By Jan Meekcoms
Oregon NFIB
A particularly bad component in one of America’s leading economic barometers released today is raising a serious policy question: Can Oregon do enough for its small-business owners to overcome the economic ship of state left rudderless in Washington D.C.?
As it does every month, the National Federation of Independent Business (NFIB), America’s largest and oldest small-business association, releases its Index of Small Business Optimism, which measures the pulse of the nation’s largest employer group—Main Street entrepreneurs.
“What the Small Business Optimism Index shows is something we’ve seen in previous polls as well: Uncertainty is strangling the nation’s economy,” said Jan Meekcoms, Oregon state director for NFIB.
“Our insurance exchange, Cover Oregon, has further exacerbated the uncertainty created on the federal front. Oregon elected to create its own exchange, which has yet to approve a single online application. There is a loss of faith and sentiment that government is good at regulating and taxing but fails in supporting the needs of small business.”
Added William Dunkelberg, NFIB’s chief economist in a national news release: “Small employers are not fooled by headlines announcing record high stock market indices; everyday they live the economic realities of overregulation, increased taxes, weak sales and a government without any director or plan for the future.”
As regularly scheduled each year, NFIB will be sending out its annual ballot on state issues this week, and it’s no coincidence, said Meekcoms, that one of the four questions is aimed at giving Oregon policymakers some guidance on the general uncertainty facing small-business owners. “We’ll be asking our members if small-business impact statements should be required for each new bill or regulation that could potentially affect them.”
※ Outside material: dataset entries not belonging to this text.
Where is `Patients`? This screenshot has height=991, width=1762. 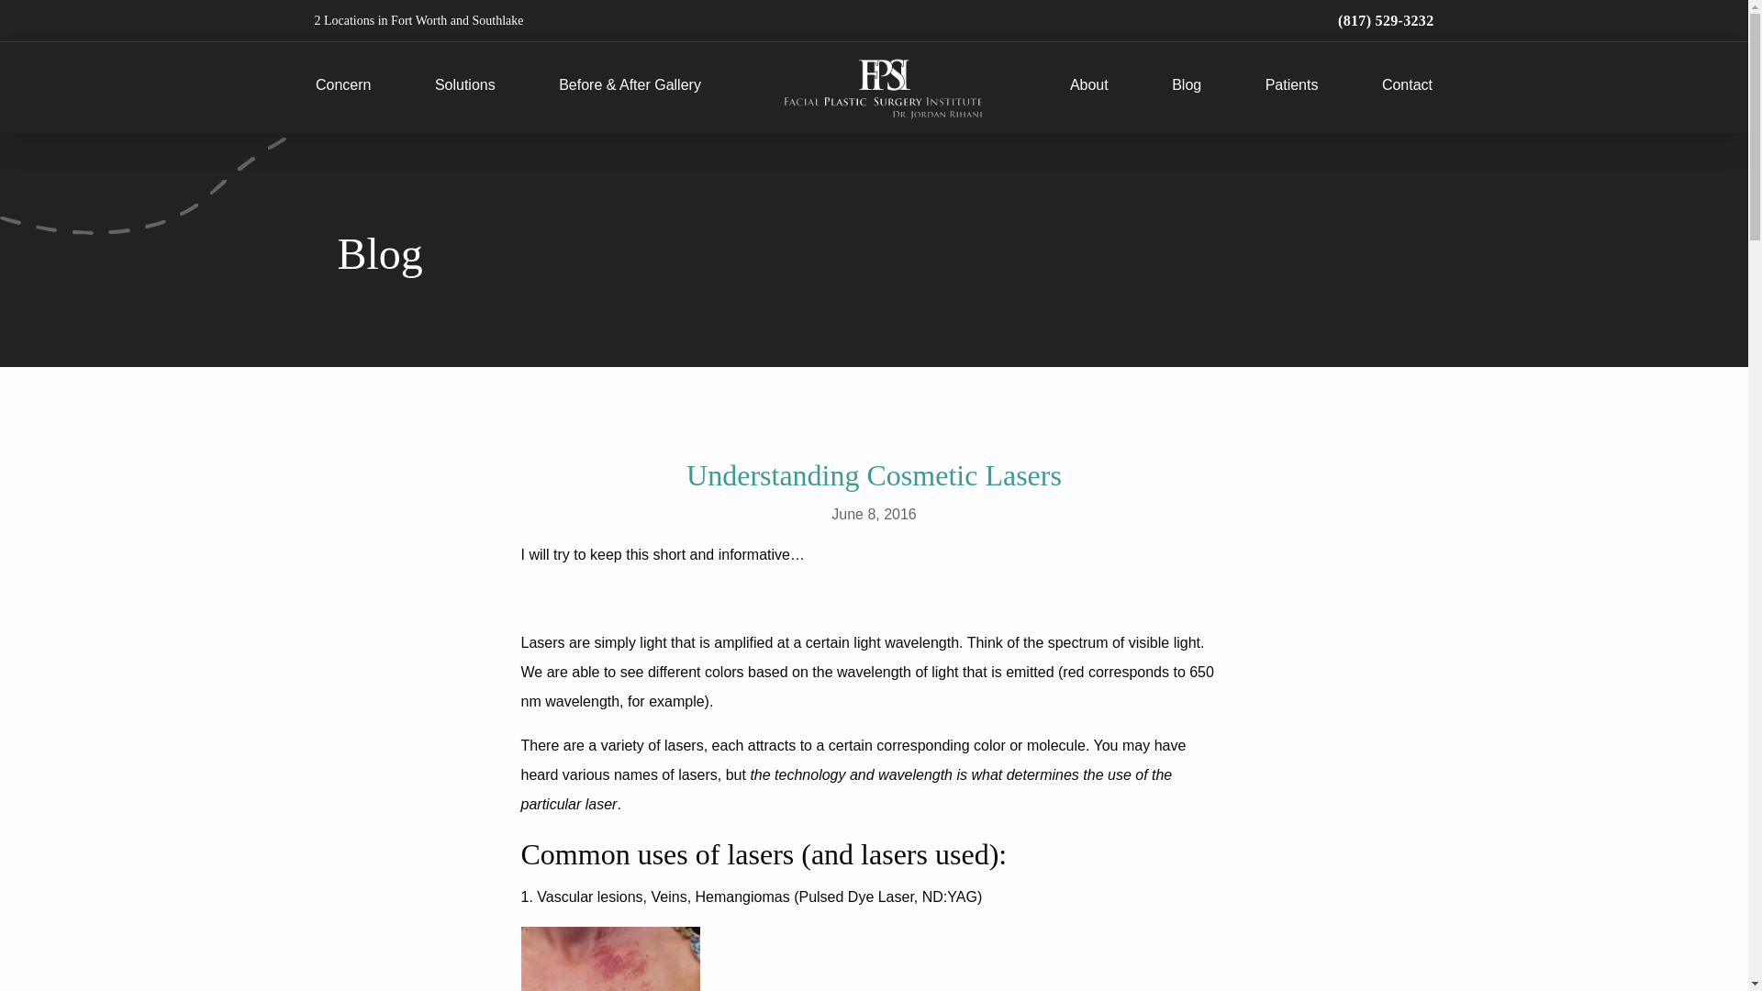
Patients is located at coordinates (1292, 87). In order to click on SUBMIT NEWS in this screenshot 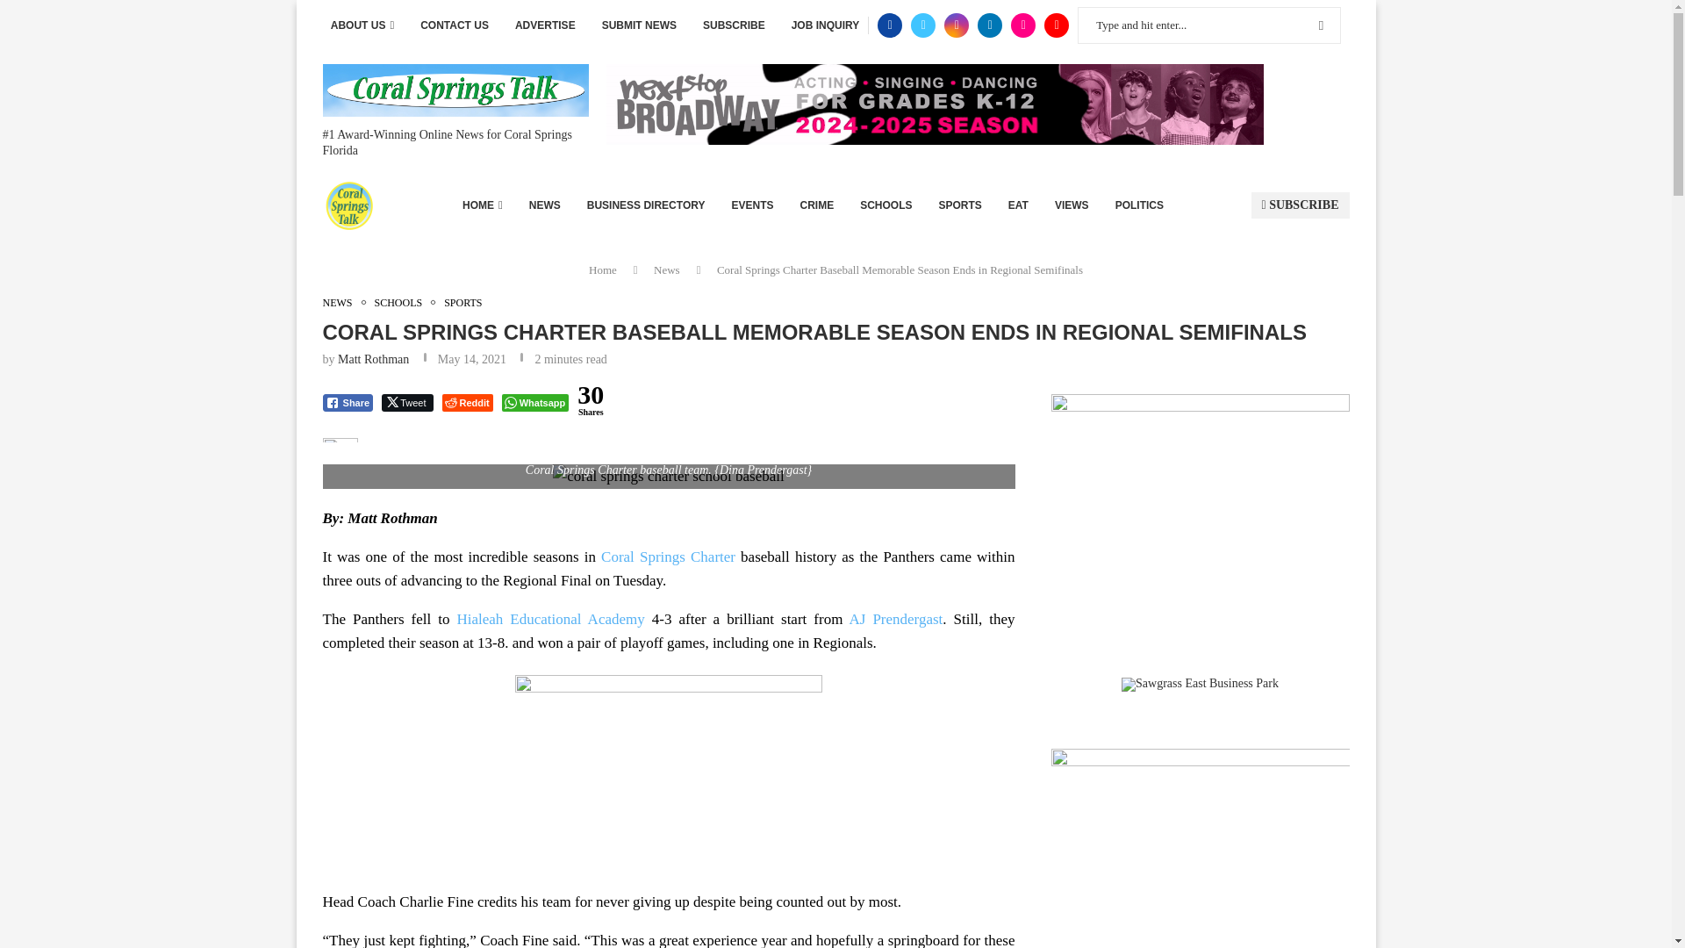, I will do `click(639, 25)`.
The NFIB Research Foundation has collected Small Business Economic Trends data with quarterly surveys since 1974 and monthly surveys since 1986. Survey respondents are drawn from NFIB’s membership. The report is released on the second Tuesday of each month. For almost 40 years, NFIB’s Index of Small Business Optimism has been one of the nation’s bellwether economic barometers, used by Federal Reserve chairmen, Congress, and presidential administrations. Small business is no small matter, because Main Street enterprises employ the majority of working Americans and generate most new jobs—not big businesses, and certainly not big governments or labor unions.